[a][4] They form the fourth-largest ethnic grouping in the country, after European descendants, indigenous Māori, and Asian New Zealanders.
[7] In the 1970s, governments (both Labour and National), migration officials, and special police squads targeted Pasifika illegal overstayers.
The cheap housing found in Ponsonby and other inner city Auckland suburbs were attractive to Pākehā young professionals, especially socially liberal families searching for a multicultural and urban lifestyle.
[7] As these houses were purchased, the available rental stock plummeted, and Pasifika families who tended to rent more began to relocate to suburbs further out from the city centre.
[17] In 1993, Samoan-born Taito Phillip Field became the first Pasifika member of parliament (MP), when he won the Otara electorate seat for Labour.
[18] Field was joined in 1996 by Samoan politicians Mark Gosche and Arthur Anae (the first Pasifika MP from the National Party), and by Winnie Laban in 1999.
The 2020 New Zealand general election saw the largest cohort of Pasifika MPs entering parliament: Terisa Ngobi, Barbara Edmonds, Tangi Utikere, Neru Leavasa for the Labour Party, and the first Pasifika MP from the Green Party, Teanau Tuiono.
[23][24] Collins entered parliament in 2023 as a member of the Green Party of Aotearoa New Zealand, serving until his death in February 2024.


WHAT THE TASK ASKS. In the records below, find the line holding "Annotate this image: element"; copy it and every line after it to the end, omitting all images.

═══ EXERCISE INPUTS ═══

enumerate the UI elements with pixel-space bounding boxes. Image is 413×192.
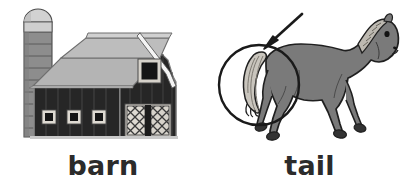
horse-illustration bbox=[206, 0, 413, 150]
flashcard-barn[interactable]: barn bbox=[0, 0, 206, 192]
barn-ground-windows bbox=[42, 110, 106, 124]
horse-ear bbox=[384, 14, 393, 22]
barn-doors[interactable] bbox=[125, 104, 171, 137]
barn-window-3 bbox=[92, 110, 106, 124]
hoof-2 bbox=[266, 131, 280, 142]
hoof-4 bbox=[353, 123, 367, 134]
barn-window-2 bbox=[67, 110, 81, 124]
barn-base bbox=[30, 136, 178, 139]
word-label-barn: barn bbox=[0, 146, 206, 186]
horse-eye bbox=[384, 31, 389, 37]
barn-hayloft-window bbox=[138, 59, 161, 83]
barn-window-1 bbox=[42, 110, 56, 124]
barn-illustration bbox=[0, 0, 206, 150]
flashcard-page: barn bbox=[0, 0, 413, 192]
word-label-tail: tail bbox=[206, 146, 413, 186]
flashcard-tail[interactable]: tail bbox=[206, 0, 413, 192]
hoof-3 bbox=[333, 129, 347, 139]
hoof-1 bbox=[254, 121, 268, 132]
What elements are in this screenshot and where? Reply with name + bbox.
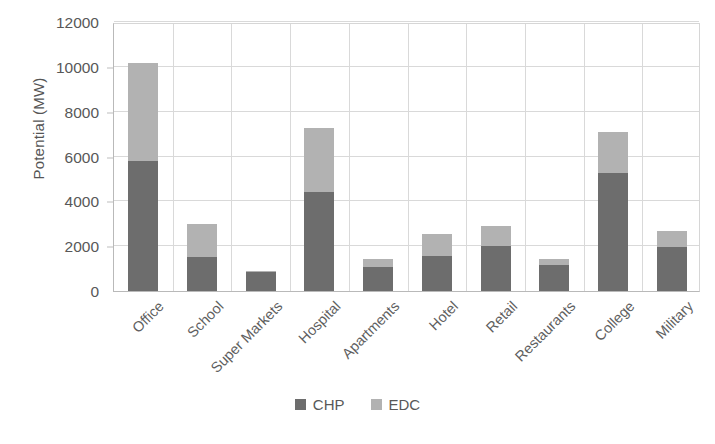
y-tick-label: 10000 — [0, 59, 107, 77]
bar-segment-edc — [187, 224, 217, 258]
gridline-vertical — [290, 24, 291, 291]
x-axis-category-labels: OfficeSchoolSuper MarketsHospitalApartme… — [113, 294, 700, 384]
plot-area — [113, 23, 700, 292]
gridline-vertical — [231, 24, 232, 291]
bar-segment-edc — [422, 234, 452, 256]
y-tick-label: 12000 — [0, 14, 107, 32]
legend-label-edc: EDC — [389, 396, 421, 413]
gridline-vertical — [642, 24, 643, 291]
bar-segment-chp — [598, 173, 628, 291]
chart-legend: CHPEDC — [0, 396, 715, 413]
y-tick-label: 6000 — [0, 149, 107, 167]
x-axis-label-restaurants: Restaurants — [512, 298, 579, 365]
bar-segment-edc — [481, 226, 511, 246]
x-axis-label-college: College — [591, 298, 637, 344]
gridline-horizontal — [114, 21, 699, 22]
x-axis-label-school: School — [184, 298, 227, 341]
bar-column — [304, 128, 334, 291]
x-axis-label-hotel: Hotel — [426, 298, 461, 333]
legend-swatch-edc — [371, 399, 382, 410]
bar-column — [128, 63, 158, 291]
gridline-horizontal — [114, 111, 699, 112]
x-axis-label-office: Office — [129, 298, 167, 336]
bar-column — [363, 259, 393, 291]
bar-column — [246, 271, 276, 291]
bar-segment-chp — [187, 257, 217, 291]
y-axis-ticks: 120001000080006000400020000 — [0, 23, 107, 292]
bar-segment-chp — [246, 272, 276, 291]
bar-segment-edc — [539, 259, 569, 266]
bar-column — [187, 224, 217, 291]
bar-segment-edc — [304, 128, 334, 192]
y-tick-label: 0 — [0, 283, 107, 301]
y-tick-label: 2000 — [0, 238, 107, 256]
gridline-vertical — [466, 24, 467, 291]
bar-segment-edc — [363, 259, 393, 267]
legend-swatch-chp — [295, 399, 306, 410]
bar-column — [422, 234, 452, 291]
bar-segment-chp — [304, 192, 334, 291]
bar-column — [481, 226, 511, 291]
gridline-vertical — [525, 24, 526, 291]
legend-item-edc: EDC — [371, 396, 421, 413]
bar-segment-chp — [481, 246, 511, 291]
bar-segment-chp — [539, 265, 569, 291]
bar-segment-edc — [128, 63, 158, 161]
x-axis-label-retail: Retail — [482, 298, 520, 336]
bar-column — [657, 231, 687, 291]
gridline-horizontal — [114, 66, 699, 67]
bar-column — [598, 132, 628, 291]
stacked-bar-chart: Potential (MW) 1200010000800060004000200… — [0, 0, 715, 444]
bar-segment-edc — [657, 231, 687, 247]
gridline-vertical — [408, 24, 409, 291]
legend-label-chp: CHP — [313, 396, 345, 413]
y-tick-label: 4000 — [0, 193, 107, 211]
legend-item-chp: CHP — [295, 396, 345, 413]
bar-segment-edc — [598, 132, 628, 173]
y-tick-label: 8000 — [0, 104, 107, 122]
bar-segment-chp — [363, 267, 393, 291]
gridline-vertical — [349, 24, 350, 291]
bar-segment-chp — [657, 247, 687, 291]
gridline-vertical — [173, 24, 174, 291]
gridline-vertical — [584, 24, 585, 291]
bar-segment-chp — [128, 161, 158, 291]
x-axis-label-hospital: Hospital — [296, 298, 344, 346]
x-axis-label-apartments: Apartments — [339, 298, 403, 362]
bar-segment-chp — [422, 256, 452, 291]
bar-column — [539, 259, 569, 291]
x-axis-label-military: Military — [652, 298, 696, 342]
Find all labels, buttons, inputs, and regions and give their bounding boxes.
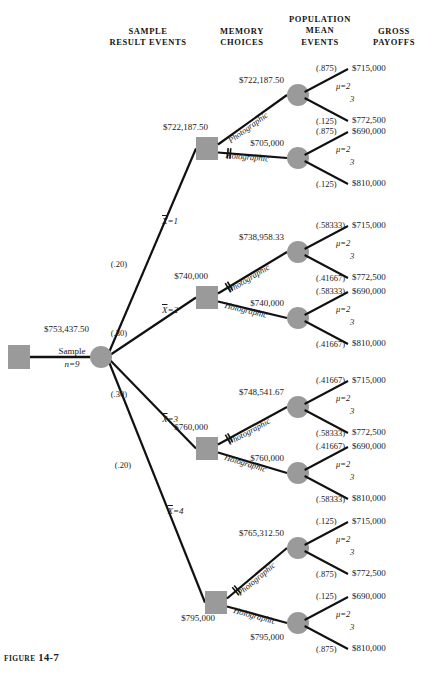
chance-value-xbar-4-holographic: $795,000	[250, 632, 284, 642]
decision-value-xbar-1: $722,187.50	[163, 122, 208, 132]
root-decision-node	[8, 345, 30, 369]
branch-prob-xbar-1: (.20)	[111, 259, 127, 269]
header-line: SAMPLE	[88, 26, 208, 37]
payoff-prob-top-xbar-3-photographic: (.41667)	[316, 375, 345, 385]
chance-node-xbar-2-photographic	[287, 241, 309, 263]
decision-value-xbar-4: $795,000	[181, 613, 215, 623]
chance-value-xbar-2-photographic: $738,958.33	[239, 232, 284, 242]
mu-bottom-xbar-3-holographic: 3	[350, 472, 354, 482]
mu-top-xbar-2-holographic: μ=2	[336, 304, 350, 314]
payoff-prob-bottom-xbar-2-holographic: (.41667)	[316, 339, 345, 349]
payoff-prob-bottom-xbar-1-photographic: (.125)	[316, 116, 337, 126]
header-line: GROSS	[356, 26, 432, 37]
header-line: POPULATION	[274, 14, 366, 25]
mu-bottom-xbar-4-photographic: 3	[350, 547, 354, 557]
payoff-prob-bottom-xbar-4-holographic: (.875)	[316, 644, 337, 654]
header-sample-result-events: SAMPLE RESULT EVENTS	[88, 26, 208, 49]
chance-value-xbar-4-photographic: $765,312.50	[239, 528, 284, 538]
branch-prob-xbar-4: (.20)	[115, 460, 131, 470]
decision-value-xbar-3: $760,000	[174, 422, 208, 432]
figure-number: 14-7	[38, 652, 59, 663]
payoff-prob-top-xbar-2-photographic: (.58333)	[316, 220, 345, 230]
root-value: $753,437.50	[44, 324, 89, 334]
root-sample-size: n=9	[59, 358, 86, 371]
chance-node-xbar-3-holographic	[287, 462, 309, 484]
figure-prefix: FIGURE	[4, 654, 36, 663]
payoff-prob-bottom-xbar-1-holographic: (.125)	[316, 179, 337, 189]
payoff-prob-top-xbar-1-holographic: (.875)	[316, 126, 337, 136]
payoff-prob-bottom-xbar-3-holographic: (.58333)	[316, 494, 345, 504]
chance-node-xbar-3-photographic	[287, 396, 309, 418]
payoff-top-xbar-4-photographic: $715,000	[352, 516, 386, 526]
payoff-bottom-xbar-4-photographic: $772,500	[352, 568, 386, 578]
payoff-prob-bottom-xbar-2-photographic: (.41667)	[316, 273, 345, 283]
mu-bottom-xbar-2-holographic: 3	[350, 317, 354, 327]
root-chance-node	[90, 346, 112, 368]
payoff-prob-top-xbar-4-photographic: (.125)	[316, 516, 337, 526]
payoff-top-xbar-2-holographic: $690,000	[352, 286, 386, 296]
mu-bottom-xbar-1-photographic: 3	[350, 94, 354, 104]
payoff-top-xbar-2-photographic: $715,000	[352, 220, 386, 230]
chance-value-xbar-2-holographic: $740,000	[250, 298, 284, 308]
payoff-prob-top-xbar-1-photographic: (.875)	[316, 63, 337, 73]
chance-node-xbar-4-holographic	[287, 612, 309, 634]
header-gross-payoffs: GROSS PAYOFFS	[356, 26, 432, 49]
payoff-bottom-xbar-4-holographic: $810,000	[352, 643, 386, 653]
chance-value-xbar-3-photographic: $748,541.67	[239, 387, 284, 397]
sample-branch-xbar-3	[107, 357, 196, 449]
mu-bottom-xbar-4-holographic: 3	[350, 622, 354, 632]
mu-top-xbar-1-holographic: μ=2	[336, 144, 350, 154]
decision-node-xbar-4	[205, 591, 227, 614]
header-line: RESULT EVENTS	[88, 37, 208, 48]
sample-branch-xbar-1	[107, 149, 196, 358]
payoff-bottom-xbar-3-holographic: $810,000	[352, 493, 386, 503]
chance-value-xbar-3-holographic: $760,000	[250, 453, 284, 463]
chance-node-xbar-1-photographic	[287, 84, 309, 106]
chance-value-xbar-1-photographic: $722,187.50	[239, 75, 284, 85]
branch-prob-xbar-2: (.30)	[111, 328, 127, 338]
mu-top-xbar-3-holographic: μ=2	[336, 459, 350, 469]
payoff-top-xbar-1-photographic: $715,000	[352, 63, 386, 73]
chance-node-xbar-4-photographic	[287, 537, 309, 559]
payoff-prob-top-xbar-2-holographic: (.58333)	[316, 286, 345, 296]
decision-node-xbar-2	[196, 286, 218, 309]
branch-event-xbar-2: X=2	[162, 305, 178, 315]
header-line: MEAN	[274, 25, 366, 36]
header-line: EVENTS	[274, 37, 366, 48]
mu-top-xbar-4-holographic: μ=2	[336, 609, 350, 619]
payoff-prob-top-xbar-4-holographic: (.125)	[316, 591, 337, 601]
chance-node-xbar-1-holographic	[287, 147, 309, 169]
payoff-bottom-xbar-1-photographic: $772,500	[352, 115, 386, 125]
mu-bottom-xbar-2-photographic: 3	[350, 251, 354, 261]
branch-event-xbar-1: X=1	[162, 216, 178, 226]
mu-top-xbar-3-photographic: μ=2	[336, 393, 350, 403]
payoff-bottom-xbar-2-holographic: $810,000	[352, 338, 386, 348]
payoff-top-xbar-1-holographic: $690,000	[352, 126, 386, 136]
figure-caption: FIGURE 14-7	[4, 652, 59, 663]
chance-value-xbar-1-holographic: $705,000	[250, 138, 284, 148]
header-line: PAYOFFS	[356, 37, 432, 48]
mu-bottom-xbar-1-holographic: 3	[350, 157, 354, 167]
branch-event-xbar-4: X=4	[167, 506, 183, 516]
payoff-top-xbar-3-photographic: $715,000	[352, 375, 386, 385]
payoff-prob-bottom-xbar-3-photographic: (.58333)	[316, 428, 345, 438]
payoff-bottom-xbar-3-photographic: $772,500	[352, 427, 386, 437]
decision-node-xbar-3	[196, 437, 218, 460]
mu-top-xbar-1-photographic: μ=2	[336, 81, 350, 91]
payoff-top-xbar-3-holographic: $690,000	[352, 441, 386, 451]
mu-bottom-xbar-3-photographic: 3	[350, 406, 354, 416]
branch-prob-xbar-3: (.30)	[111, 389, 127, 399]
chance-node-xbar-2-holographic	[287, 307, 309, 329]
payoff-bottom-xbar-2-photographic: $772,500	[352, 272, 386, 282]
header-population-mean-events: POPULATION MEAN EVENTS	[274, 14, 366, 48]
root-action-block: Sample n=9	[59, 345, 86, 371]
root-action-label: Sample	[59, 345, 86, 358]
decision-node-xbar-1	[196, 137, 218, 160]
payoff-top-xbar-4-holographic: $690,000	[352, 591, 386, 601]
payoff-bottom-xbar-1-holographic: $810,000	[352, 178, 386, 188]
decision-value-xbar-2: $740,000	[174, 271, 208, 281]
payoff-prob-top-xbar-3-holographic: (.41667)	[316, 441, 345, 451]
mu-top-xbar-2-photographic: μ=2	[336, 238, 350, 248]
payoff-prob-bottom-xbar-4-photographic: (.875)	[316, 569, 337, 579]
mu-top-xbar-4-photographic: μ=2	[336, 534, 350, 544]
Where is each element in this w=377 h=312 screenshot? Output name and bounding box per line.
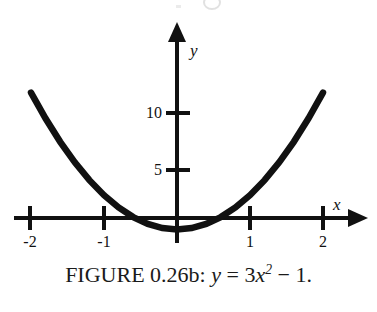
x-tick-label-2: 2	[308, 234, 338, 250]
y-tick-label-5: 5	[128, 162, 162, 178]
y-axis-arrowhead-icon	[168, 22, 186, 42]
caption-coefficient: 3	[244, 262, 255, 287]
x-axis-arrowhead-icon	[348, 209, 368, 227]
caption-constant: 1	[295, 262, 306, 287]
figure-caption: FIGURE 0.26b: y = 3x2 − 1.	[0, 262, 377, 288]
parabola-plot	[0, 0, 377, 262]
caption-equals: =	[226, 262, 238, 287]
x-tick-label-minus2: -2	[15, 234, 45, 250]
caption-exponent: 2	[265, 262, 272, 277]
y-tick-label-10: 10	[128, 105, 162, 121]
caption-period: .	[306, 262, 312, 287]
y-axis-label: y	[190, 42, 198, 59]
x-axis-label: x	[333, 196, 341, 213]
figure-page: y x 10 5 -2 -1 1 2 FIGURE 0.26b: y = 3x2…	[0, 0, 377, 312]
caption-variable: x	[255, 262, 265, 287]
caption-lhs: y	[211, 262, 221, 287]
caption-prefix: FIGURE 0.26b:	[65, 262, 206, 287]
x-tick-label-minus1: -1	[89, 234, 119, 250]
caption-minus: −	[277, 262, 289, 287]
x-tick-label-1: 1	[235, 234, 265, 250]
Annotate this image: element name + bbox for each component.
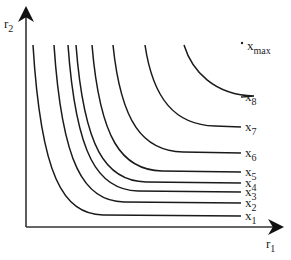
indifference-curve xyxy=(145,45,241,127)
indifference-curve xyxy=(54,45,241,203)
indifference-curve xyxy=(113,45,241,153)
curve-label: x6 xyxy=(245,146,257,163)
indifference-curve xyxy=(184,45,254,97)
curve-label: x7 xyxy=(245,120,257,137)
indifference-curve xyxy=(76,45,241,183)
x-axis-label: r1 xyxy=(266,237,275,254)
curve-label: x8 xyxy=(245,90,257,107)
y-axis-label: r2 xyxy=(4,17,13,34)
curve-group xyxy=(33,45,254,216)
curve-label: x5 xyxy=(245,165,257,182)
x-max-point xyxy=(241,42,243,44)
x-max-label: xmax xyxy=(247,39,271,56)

═══

SOLUTION TO THIS TASK.
Annotate this image: element name + bbox for each component.
indifference-curve xyxy=(145,45,241,127)
indifference-curve xyxy=(54,45,241,203)
indifference-curve xyxy=(113,45,241,153)
curve-label: x6 xyxy=(245,146,257,163)
indifference-curve xyxy=(184,45,254,97)
curve-label: x7 xyxy=(245,120,257,137)
indifference-curve xyxy=(76,45,241,183)
x-axis-label: r1 xyxy=(266,237,275,254)
curve-label: x8 xyxy=(245,90,257,107)
y-axis-label: r2 xyxy=(4,17,13,34)
curve-group xyxy=(33,45,254,216)
curve-label: x5 xyxy=(245,165,257,182)
x-max-point xyxy=(241,42,243,44)
x-max-label: xmax xyxy=(247,39,271,56)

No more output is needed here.